Tag Archive for 'john wooden'

John Wooden legacy

The legacy of the great coaches is always current and it is important not to lose this memory: Here below the thought of John Wooden

“That’s what really matters: if you make an effort to do the best you can regularly, the results will be about what they should be. Not necessarily what you’d want them to be but they’ll be about what they should; only you will know whether you can do that. And that’s what I wanted from them more than anything else. And as time went by, and I learned more about other things, I think it worked a little better, as far as the results. But I wanted the score of a game to be the byproduct of these other things, and not the end itself. I believe it was one great philosopher who said – no, no — Cervantes. Cervantes said, “The journey is better than the end.” And I like that. I think that it is — it’s getting there. Sometimes when you get there, there’s almost a let down. But it’s the getting there that’s the fun. As a basketball coach at UCLA, I liked our practices to be the journey, and the game would be the end, the end result. I liked to go up and sit in the stands and watch the players play, and see whether I’d done a decent job during the week. There again, it’s getting the players to get that self-satisfaction, in knowing that they’d made the effort to do the best of which they are capable.”

 

Book review: Coach Wooden and Me

“Coach Wooden and Me” is a stirring tribute to the subtle but profound influence that Wooden had on Kareem Abdul-Jabbar as a player, and then as a person, as they began to share their cultural, religious, and family values while facing some of life’s biggest obstacles. From his first day of practice, when the players were taught the importance of putting on their athletic socks properly, to gradually absorbing the sublime wisdom of Coach Wooden’s now famous “Pyramid of Success”; to learning to cope with the ugly racism that confronted black athletes during the turbulent Civil Rights era as well as losing loved ones, Abdul-Jabbar fondly recalls how Coach Wooden’s fatherly guidance not only paved the way for his unmatched professional success but also made possible a lifetime of personal fulfillment.
Full of intimate, never-before-published details and delivered with the warmth and erudition of a grateful student who has learned his lessons well, it’s at once a celebration of the unique philosophical outlook of college basketball’s most storied coach and a moving testament to the all-conquering power of friendship.

Three sentences to think

John Wooden’s three sentences for parents, athletes and coaches to compare with their thoughts:

“The best thing a father can do for his children is to love their mother.”

“Ability may get you to the top, but it takes character to keep you there.”

“A coach is someone who can give correction without causing resentment.”

Coach the mind with John Wooden

Some of the John Wooden‘s best sentences to remember when we lose our confidence.

“Ability may get you to the top, but it takes character to keep you there.”

“Don’t let yesterday take up too much of today.”

“A coach is someone who can give correction without causing resentment.”

“It’s the little details that are vital. Little things make big things happen.”

“The importance of repetition until automaticity cannot be overstated. Repetition is the key to learning.”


Task directions
First find the line with "is (698, 335).", then reproduce it and all following lines of the data to the end, exactly and with no pictures, adding nothing.

╭─ Given records

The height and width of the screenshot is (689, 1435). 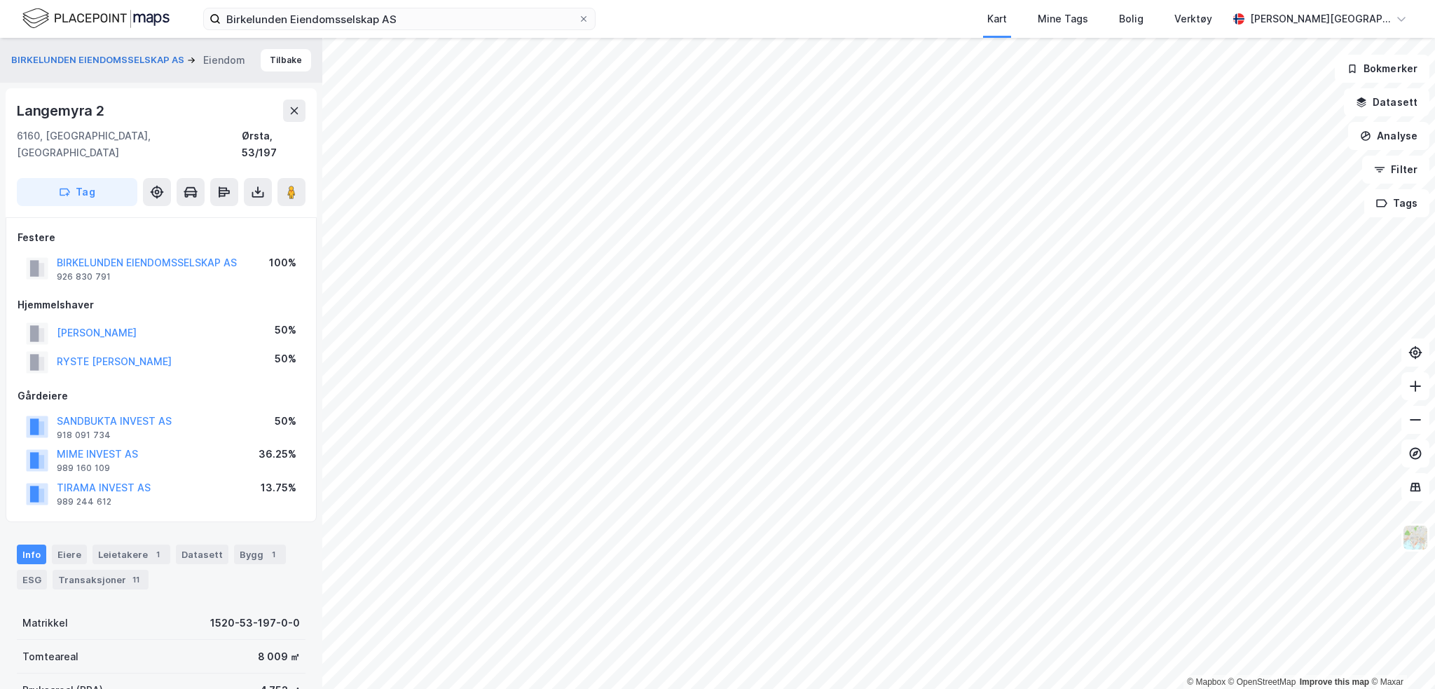 What do you see at coordinates (161, 396) in the screenshot?
I see `div: Gårdeiere` at bounding box center [161, 396].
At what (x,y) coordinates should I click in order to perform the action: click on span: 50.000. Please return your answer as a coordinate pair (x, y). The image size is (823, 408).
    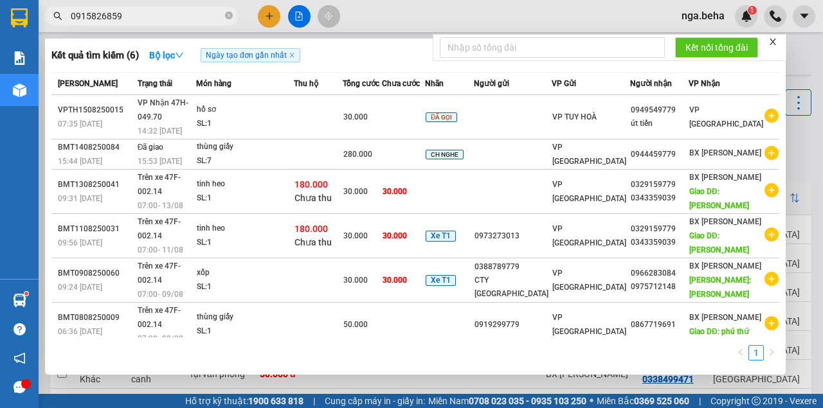
    Looking at the image, I should click on (355, 325).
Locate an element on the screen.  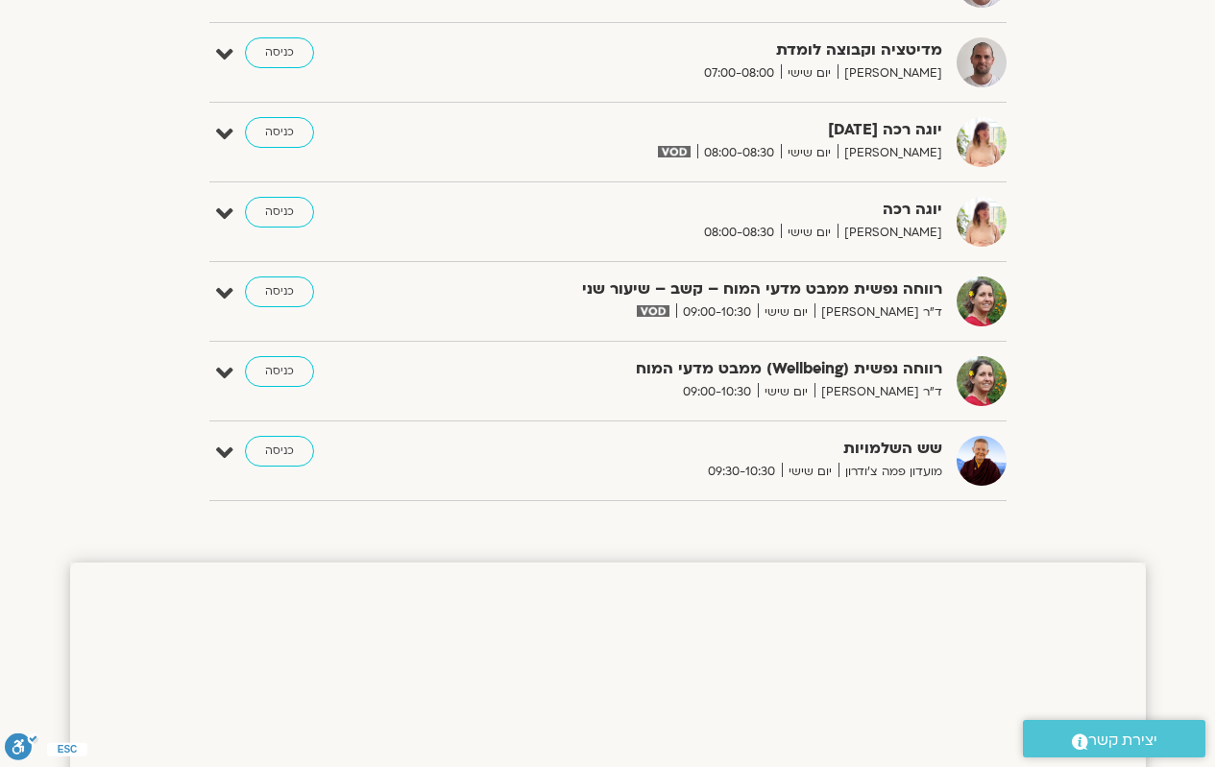
span: מועדון פמה צ'ודרון is located at coordinates (890, 472).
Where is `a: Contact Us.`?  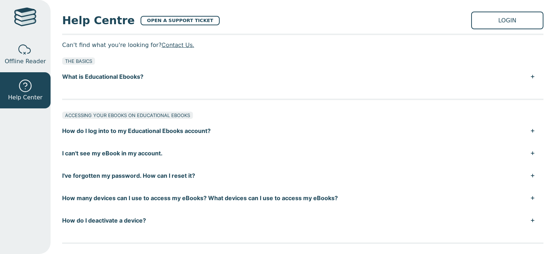 a: Contact Us. is located at coordinates (178, 45).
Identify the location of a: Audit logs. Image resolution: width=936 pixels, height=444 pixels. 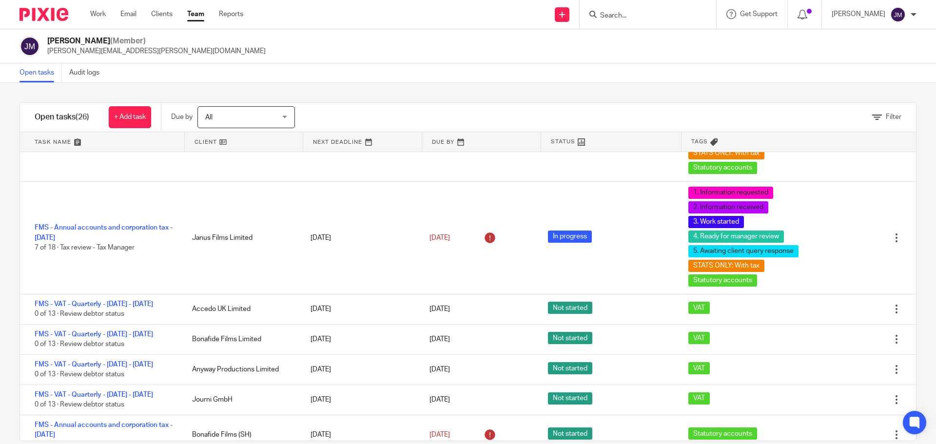
(88, 73).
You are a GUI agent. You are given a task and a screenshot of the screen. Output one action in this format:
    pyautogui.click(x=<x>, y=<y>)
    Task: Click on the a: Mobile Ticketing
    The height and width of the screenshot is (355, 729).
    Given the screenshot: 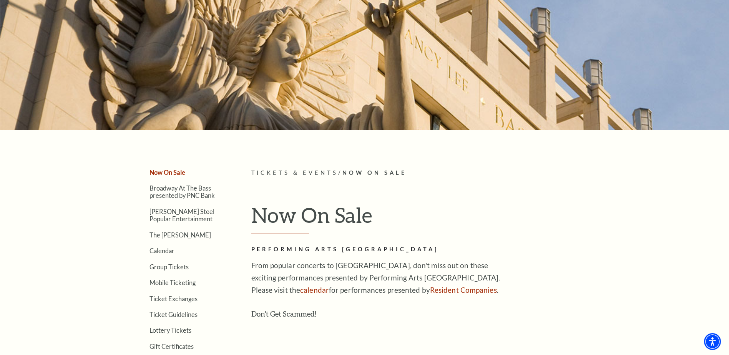 What is the action you would take?
    pyautogui.click(x=173, y=283)
    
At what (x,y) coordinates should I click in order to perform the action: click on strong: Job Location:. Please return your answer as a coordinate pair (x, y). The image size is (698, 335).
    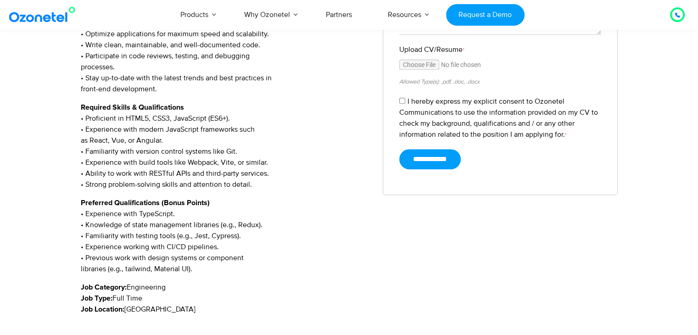
    Looking at the image, I should click on (102, 309).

╰─

Response
At what (x,y) coordinates should I click in order to perform the action: click on strong: Job Location:. Please return your answer as a coordinate pair (x, y). The image size is (698, 335).
    Looking at the image, I should click on (102, 309).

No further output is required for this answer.